Sunday I went to see another movie at the cinemateca boliviana, basically the La Paz version of the Hippodrome or the Gene Siskel Film Center. And since I have a little more time on my hands here than at home, I can finally take advantage of it. Madre y Hija (Mother and Daughter) is the latest of IƱarritu’s films, who also filmed Crash and Babel. The movie is mainly about abortion and how it affects people’s lives. It’s hard to talk about the movie without giving away the outcomes of the stories, but basically it follows different women through their lives and how their lives are affected by abortion. The thesis of the movie is that abortion is unnatural and created by society. I found it a pretty interesting point of view, first because I am a big fan of the movie Juno (it was one of the first movies in a while showing that life doesn’t end if you make a mistake) and secondly because I just finished a week working in Servicio de adolescentes with pregnant women. The movie follows a middle aged woman who gave up her daughter for adoption when she had her at age 14 and has never stopped thinking about her since, a 37 year old woman who was given up for adoption and thus never wants to have kids, a woman who can’t have kids but wants a child very badly, and a 20 year old girl who is pregnant with a child and wants to give it up for adoption. In almost all the cases, the supporting characters are against the adoption, maintaining the opinion that giving up a living thing that you bred inside of your body for 9 months is completely against our nature and that the baby is always better off with their birth mother. If the woman can’t have kids, then it just wasn’t meant to be. The movie obviously has a twist at the end and doesn’t maintain a black/white opinion on the subject by the end, but I thought it was a thought-provoking subject. Lately, with movies like Juno and documentaries on international adoptions, we see the many happy couples who are finally able to love a child of their own, and the conservative’s opinion on how adoption is better than abortion because a live is saved, but I haven’t seen as much media portrayal of the other side, of the mother who gives up her child for the rest of her life, making a decision that may later cost her years of her child’s life. Maybe in some cases, abortion may be a better option than adoption for the mother’s psyche, because then she has less time to get attached to the child while it’s in her womb.
Obviously, each case is different and what’s the best decision for one woman may not be the best for another woman, and to say that adoption (or even abortion) is always a good choice or a bad choice is juvenile and inconsiderate. Nevertheless, I appreciate it when someone creates a film, a book, or even a song about an intimate and powerful subject that causes people to re-evaluate their own beliefs, even if they don’t end up changing them.
Regarding Bolivia, abortion is pretty much illegal here except for special circumstances when the mother’s life is in danger. Almost every patient I have seen, no matter what age (I haven’t seen any girls younger than 16), whether or not they are married or with someone, choose to have the baby and keep it. Abortion or adoption doesn’t really seem to even be brought up in discussion. There are obviously other debatable issues that surface, since many of these babies end up living in poverty either because their mothers never finished high school or because it’s her 5th child and she can’t feed that many children. Is it better to live in poverty and be beaten by your alcoholic stepfather or not live at all? Is it better to be adopted into a nice family or to live in a slum with your birth mother? And of course, there are all those lovely gray areas in between where we must accept that we don’t really know how a child’s life will turn out based on only one decision – we can only guess and hope that we can live with the decision we have made. After all this, all I can say for sure is that the women I see in clinic who decide to go back to school after having a child are some of the strongest that I have ever seen, and I hope they are the ones who improve the amount of opportunities that their children have with the amount that they have had.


Task goal ▸ The lines to find are those in the entries that hold the word "plot"; copy every one of them.

Start of Input records

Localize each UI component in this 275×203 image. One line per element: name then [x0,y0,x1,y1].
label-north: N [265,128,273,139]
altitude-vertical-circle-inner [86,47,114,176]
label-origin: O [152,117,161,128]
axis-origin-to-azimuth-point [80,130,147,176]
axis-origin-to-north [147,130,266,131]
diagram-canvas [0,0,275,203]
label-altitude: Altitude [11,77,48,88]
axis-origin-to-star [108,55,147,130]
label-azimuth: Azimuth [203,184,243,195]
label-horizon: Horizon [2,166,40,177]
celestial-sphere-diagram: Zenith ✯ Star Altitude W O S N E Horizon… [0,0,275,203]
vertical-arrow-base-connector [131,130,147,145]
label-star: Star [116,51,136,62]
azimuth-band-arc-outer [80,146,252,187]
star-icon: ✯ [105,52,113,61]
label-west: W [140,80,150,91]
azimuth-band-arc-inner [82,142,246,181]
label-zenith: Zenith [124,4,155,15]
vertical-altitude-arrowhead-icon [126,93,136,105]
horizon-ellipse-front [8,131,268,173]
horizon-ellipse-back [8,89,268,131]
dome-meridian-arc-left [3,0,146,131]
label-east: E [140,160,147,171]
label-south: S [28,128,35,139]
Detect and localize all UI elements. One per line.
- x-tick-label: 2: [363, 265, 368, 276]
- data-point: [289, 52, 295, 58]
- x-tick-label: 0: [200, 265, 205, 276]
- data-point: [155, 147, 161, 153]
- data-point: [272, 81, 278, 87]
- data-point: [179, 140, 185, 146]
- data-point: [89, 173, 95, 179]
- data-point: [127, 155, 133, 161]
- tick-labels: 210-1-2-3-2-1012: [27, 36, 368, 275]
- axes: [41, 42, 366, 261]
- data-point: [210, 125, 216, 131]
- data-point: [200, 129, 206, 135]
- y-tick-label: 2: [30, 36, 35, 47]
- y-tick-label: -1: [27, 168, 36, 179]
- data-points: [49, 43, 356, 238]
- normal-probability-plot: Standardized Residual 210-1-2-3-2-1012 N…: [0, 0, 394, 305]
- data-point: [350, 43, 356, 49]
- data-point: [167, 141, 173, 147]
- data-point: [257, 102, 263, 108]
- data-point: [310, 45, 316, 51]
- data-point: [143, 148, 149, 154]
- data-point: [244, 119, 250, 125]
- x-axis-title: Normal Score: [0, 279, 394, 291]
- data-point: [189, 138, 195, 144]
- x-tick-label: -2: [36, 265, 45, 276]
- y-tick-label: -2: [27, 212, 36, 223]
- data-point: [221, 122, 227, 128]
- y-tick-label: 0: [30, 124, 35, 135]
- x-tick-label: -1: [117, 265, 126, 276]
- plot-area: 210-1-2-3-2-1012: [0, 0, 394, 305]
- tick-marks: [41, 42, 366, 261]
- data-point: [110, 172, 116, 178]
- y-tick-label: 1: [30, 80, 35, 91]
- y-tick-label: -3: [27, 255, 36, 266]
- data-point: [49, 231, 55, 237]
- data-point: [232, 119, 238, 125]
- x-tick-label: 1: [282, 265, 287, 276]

End of Input records

Task output ▸
- normal-probability-plot: Standardized Residual 210-1-2-3-2-1012 N…: [0, 0, 394, 305]
- plot-area: 210-1-2-3-2-1012: [0, 0, 394, 305]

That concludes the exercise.